A third checklist? At least they are all different.
Fantasy Writer's Checklist (page three of this thread) was semi tongue in cheek, but it is helpful for making unaware writers become aware of their use of hack stereotypes - which is not to say that hack stereotypes are not a useful story writing tool.
A Fanfic Writer's Guide to Writing (page 5) has a far more technical discussion of writing techniques which I am trying to employ - I hope you agree that my current use of past perfect tense will make my stuff easier to read in the future. Lots of technical stuff about what actually works and what doesn't, and if it says something is annoying it actually explains why.
And now
10 Rules of Writing comes along. Fortunately the cosmic ray concentrating properties of my eggshell allows me do appreciate with what Elmore Fudd presents AND strenuously disagree with him at the same time.

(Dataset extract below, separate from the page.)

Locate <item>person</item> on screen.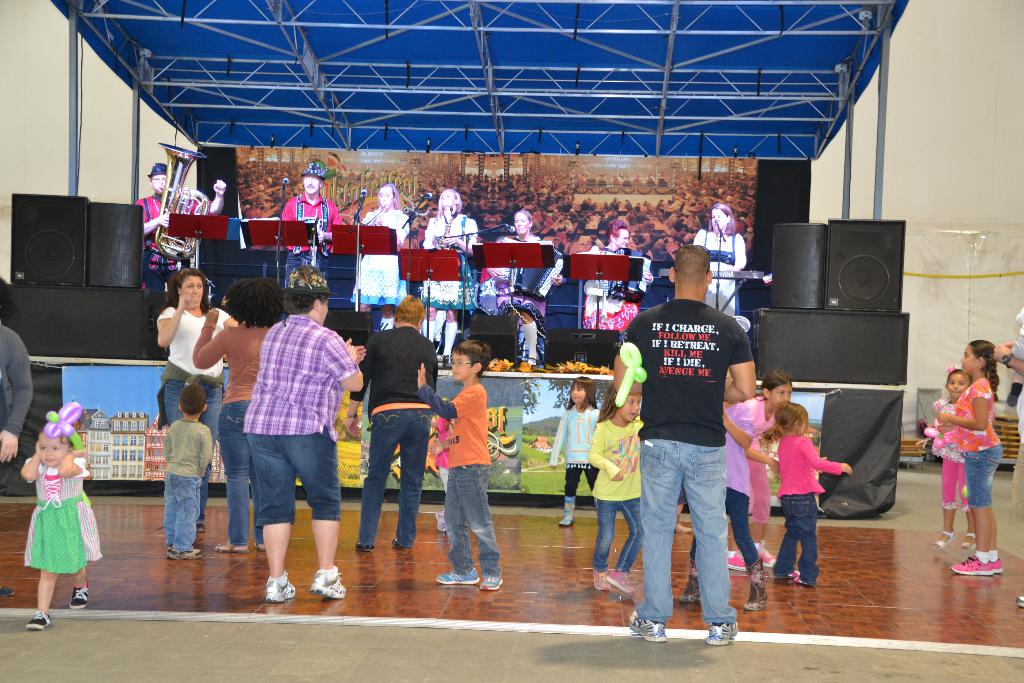
On screen at select_region(547, 373, 598, 527).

Observations - 10 Rules is more of a work of opinion (very much expert opinion) than the other checklists. Mr Fudd lives inside a valid worldview which he is happy with, but the world is more complicated than that. It is a bit like this:
Actually, it is nothing like that, but any excuse to recycle a cartoon is a good enough excuse.

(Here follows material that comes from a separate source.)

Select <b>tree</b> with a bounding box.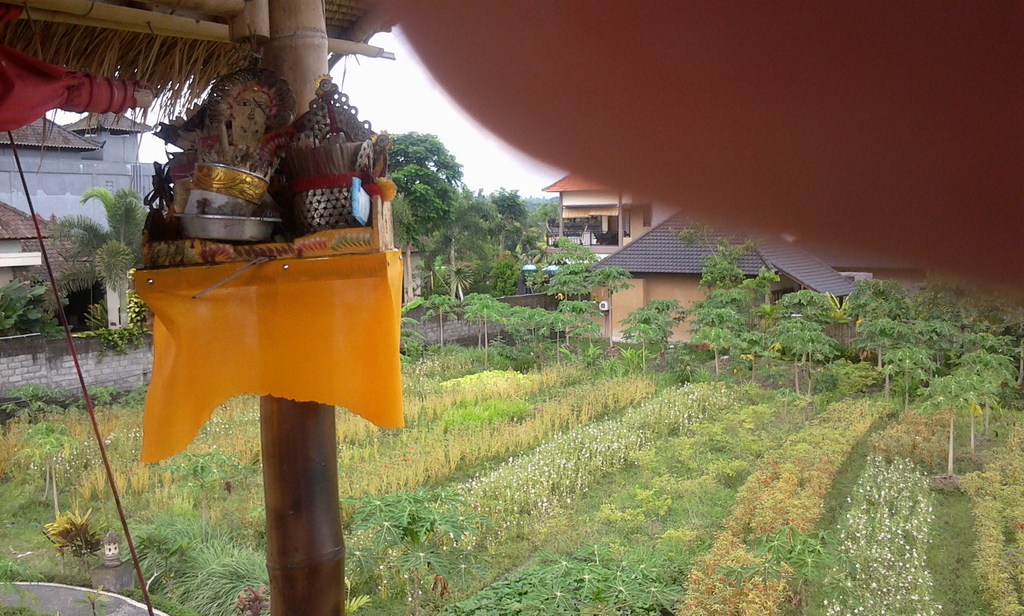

The stuff Elmore likes to read and write is set either in a contemporary western society or in a timeless western society. The setting will be familiar to his readers and not need exposition. The characters are just regular Joes (for a non-regular Joe, please read
The 4th Emperor). He gets away with putting everything into the dialogue and letting the actors carry the story because he doesn't need a scenery, costume or special effects department.

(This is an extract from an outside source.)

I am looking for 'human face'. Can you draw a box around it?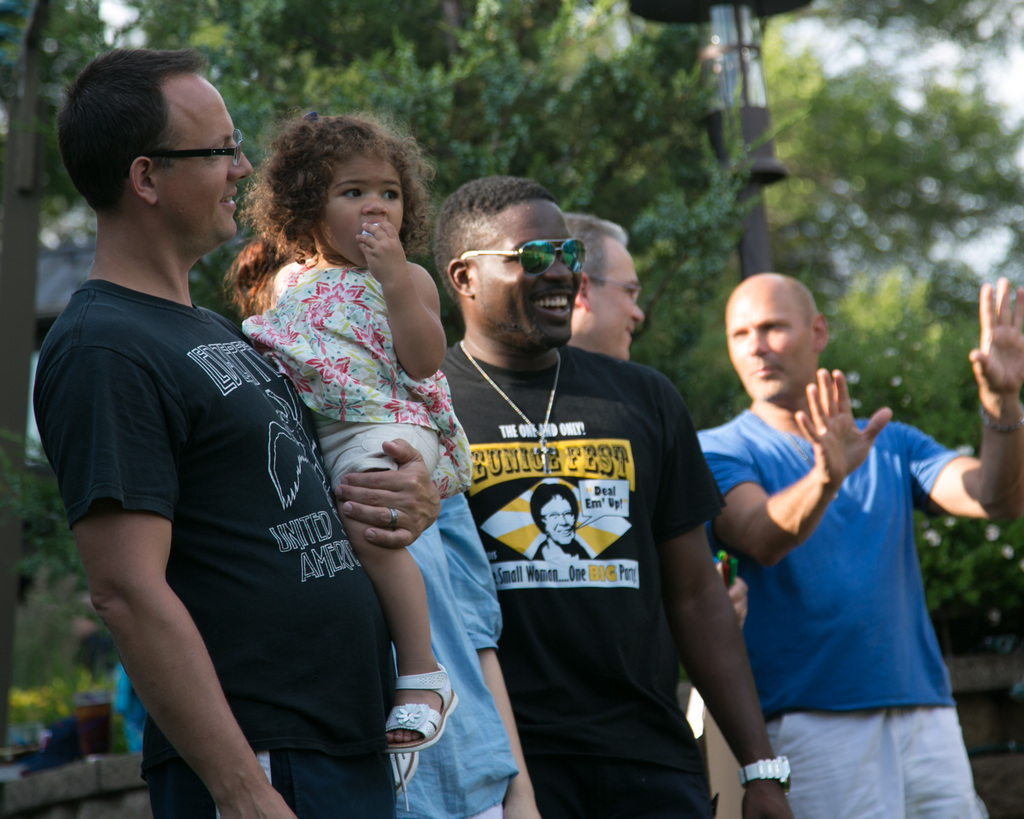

Now, Welcome to my world, Elmore. Mwahahahaha!
I believe fantasy / Scifi writers need to work harder because they create a world, not just squat in the middle of the real one.
I also believe that if you write farce (which I do a lot) the humour relies on turning the world and expectations upside down. If you don't throw the reader a lifeline they will be utterly lost. By the rigidly using the whole "only use said and no adverbs, let the words convey how the lines should be read" thing you can end up putting a blindfold over the readers eyes and tying one arm behind your back in the process.
Contrast:
"I think there is a valid opportunity to press for change here," Roger said.
With:
"I think there is a valid opportunity to press for change here," Roger whispered conspirationally.
Which Roger is about to slip poison into the king's cup? It might have annoyed someone, but 2 words can do a LOT of work.
Having said that - I agree that a largely dialogue driven story is a very good thing. Unless there is action, scenery, costumery, magical effects etc etc - but those can be glossed over quickly if they aren't the focus. Just to show that I can write a mostly dialogue story check out
The Hazing. The setting (a committee meeting) is so universal that I don't need to explain it, therefore dialogue can carry the story - the difficult thing here was for me to give the large number of characters distinct voices. (Almost the next thing I wrote was
The Betrayer, which had NO dialogue. You use the tools at your disposal to tell the story.)
Anyhow, Mr Fudd has further opened my eyes and I will aspire to write less clunkily. If I choose to use an adverb or describe a character it will be because I haven't got the skillz or because life outside middle class America is complicated.